Orchestra, Harp, Bandura, Celeste, Flutes, Sopilkas, Angelic Chorus, Matthew

The choruses sing a tragic theme which first appeared in the first chorus of Act One, when the women saw the inevitability of having to bow to the patriarchy that was forming around them. Camilla screams, and pulls her son into her lap.

[Track Eighteen]
Matthew is dying, but the pain seems to be nothing to him. The music becomes quiet, like the slow movement of a Mozart concerto. Matthew sees only his angels, and even his mother is transfixed in the moment. Rather than Matthew being lifted into the heavens, the angels dissolve into his heart.
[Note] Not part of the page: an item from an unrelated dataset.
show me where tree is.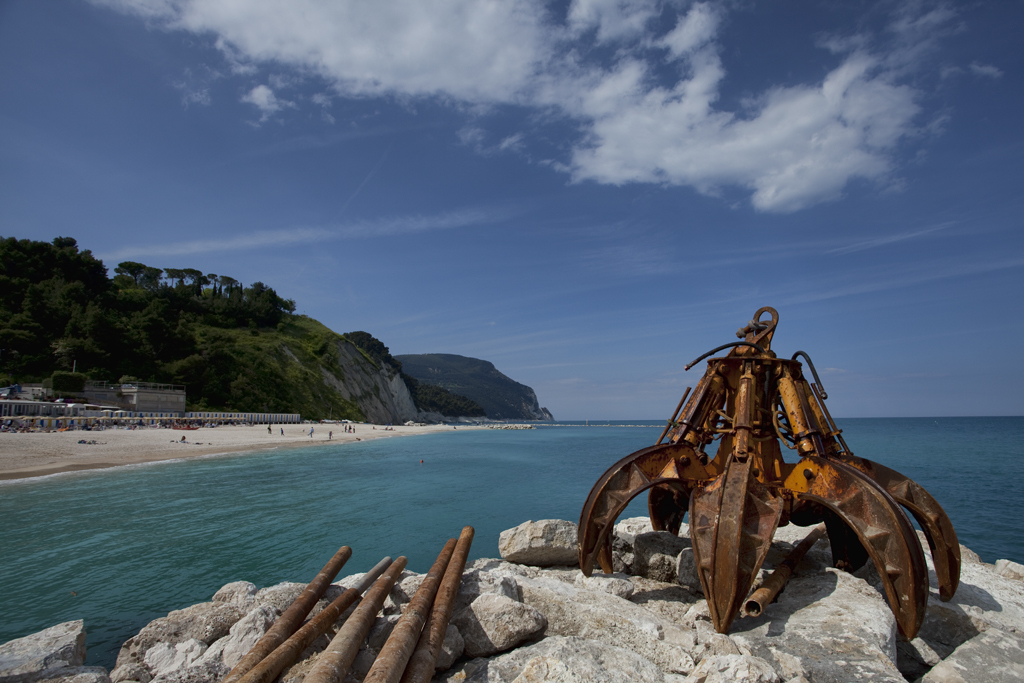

A brilliant light radiates from him, then fades away as Matthew draws his last breath. This is the last we see of the angels.

Act Three, Scene Seven: Repose

Orchestra, Bandura, Harp, Sitar, Accordion, Guitar, Tamboura, Synthesizers, Pipe Organ, Choruses I and II, Camilla, Angela, Dancer

 

[Track Nineteen]
The radiant light which vanished from Matthew’s body now saturates the stage as the sun begins to set for the last time. Matthew’s death pierced the veil once and for all. Camilla sings a brief lament for her dead son. Matthew’s body is in her arms; for a moment we see a frozen tableau that makes Camilla and her son look like Michelangelo’s Pieta.
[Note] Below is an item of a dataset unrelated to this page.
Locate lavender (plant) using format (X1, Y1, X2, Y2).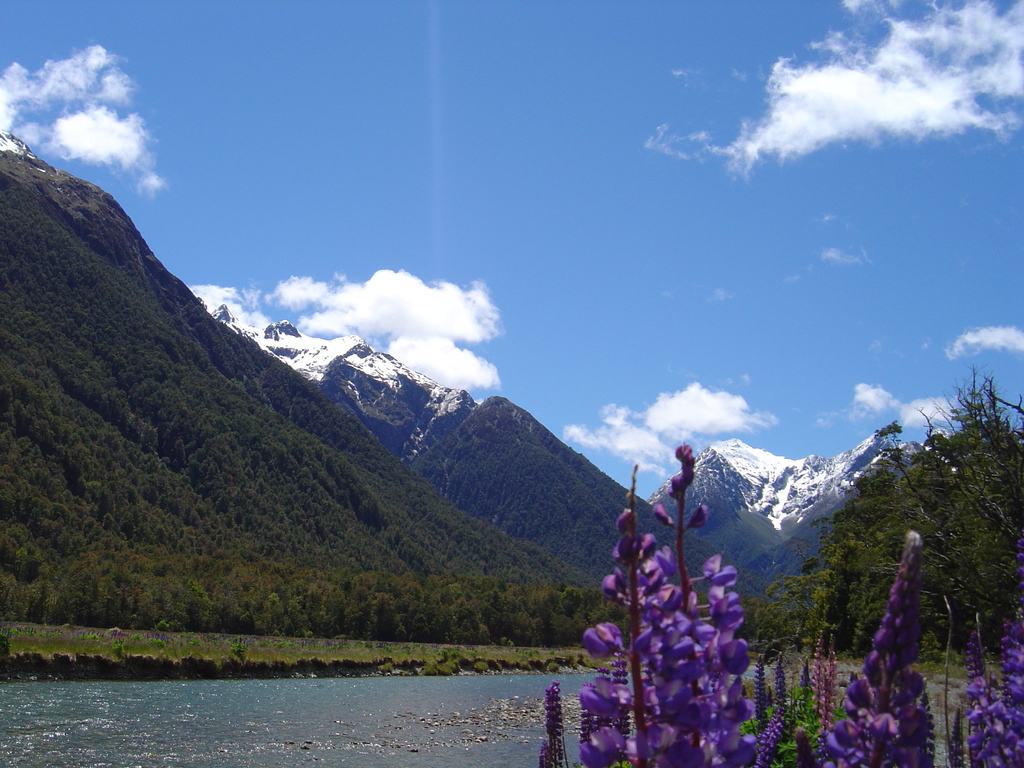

Both choruses join hands in a semicircle around the two. They could find nothing in common with one another but their love for Matthew. Now, they can do nothing but surrender completely into their grief, and nothing separates them. While they sing a Renaissance-style polyphonic chorus, Indian drums, sitar and drone play underneath them.
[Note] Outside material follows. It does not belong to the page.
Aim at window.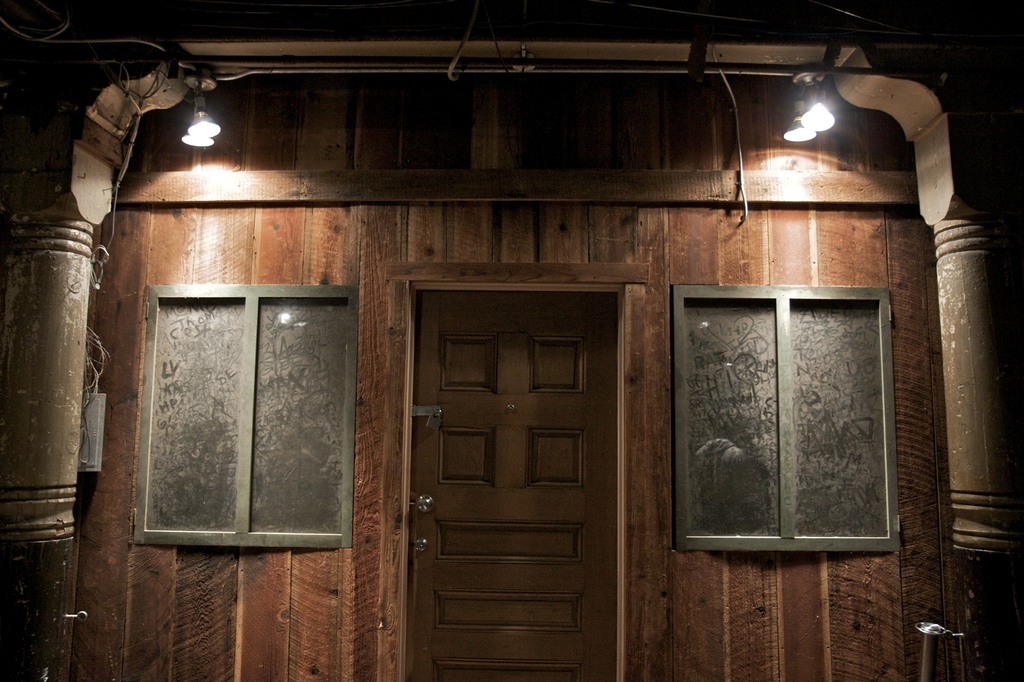
Aimed at 679:257:899:567.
The young woman who danced so frenetically before this last battle now steps forward and holds Matthew’s hand. She sings an Indian-style lament along with the sitar, while the two choruses squat and bow their heads. Red flames surround her and the funeral pyre. Her dancing and singing become at once a raging denial of what has happened, and an indescribable ecstasy. At the climax of her fastest singing, the Renaissance polyphony returns in the choruses. The Hindu image of the purifying fire and the Christian image of the flames of hell merge.

[Track Twenty]
The fire heats up to a blinding white light as a flute intones a variation on Camilla’s brief song of grief, transforming it into a melody of compassion. Angela steps forward, and she and another woman from the second chorus sing a reassuring, simple lullabye. Camilla and another Chorus II member take over; now even in her sadness she looks more radiantly beautiful than ever. The four women together reach out again to the young dancer and another soloist from Chorus I, and the six sing the lullabye one more time.

[Track Twenty-One]
The flute returns, and Camilla’s motif of grief finally metamorphoses into the emanation of pure love. The chorus begins to sing the melody which first appeared in the Overture to Act One. The peace and stillness which was there in the beginning and in the silence between each act is now fully revealed to both choruses. The seven rays of light begin to descend to the stage, slowly approaching the dancers, gently landing on the heads of the members of two choruses.

 

The members of the first chorus enfold the members of the second chorus in their robes. A mist rolls in, and the bodies disappear beneath it. As the music continues with the sound of a soprano and violins ascending beyond the normal the limits of their ranges, the seven rays of light begin to rise, merging near the top of the stage into a single point of white light as the solo soprano and chorus sing a final all-embracing five-octave chord. The stars come out, and the point of light slowly floats into the firmament. The music fades into silence.